DoorDash CEO Tony Xu in San Francisco on Oct. 7, 2022.David Paul Morris/Bloomberg/Getty ImagesDoorDash beat Wall Street twice on Wednesday, reporting second-quarter revenue and a third quarter forecast that rose above analysts’ estimates.
The San Francisco delivery company
reported Q2 revenue of $3.28 billion, up 25% from the same period a year ago and well above consensus estimates of $3.16 billion.
It also reported a 20% increase in total orders and Q3 gross merchandise value—the total dollar value of orders placed through the DoorDash platform—of about $24.5 billion, topping analyst estimates of $23.7 billion.
DoorDash shares reached $280 in after-hours trading, up from $258 at market close. The company’s shares started the year at $170.
It is clear that the 12-year-old company
has dominated the restaurant delivery wars in the U.S. over Uber Eats and Grubhub, owning somewhere around two-thirds of the market thanks in part to its prescient move into the suburbs that was supercharged by COVID-19 lockdowns.
But if you look at DoorDash’s investment and M&A activity this year, you’ll see signs of a much grander ambition beyond restaurant delivery in the U.S.
In May, the company announced a nearly $4 billion deal for Deliveroo (which gives DoorDash a top-three meal delivery business in the U.K.) and a $1.2 billion deal for the hospitality software company SevenRooms (which makes software to help restaurants, hotels, and other hospitality businesses manage bookings).
Meanwhile DoorDash has continued to aggressively go after other types of consumer spending, signing delivery partnerships with retailers big and small across grocery, pharmacy, pet, sporting goods, and alcohol categories.
Despite a market cap above $100 billion, the company still has potential for considerable growth within its core business of restaurant delivery in markets around the world. Time will tell if the company’s ambitious vision proves prescient.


WORK TO BE COMPLETED:
Scan the data below for the string "Graphs". Copy every line where it appears.

Top of DATASET EXCERPTS

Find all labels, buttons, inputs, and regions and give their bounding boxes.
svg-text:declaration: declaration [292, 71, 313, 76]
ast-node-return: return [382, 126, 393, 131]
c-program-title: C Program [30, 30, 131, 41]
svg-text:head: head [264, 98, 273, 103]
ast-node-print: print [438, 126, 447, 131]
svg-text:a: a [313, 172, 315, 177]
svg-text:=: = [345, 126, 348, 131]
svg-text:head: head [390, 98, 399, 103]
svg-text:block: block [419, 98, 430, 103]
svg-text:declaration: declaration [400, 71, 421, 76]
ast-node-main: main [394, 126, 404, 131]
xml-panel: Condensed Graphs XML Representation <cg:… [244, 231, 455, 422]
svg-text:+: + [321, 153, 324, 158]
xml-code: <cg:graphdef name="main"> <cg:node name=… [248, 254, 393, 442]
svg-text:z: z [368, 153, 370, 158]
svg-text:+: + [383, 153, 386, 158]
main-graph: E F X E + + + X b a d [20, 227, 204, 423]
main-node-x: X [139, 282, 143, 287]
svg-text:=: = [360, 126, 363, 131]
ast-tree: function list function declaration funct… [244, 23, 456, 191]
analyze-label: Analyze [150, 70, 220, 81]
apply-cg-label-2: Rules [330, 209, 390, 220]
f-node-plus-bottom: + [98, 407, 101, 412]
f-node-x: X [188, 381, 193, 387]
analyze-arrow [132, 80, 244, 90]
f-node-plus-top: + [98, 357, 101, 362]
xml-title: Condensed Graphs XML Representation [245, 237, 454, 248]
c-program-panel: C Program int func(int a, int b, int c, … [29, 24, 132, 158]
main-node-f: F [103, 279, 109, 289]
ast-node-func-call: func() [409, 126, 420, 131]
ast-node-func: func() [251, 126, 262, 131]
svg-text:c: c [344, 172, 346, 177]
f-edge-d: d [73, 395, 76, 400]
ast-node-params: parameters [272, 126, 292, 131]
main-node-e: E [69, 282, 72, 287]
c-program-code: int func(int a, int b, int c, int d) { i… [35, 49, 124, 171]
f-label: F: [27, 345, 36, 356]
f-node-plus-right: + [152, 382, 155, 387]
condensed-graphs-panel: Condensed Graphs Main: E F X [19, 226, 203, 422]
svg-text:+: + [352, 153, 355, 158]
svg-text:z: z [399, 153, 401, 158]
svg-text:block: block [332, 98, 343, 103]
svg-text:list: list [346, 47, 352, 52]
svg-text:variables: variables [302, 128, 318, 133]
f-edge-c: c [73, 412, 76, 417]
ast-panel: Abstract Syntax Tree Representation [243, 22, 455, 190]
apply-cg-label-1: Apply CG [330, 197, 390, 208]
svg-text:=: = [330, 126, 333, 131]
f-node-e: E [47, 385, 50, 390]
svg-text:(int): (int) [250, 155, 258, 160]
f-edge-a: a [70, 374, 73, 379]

Bottom of DATASET EXCERPTS

WRITTEN SOLUTION:
xml-panel: Condensed Graphs XML Representation <cg:… [244, 231, 455, 422]
xml-title: Condensed Graphs XML Representation [245, 237, 454, 248]
condensed-graphs-panel: Condensed Graphs Main: E F X [19, 226, 203, 422]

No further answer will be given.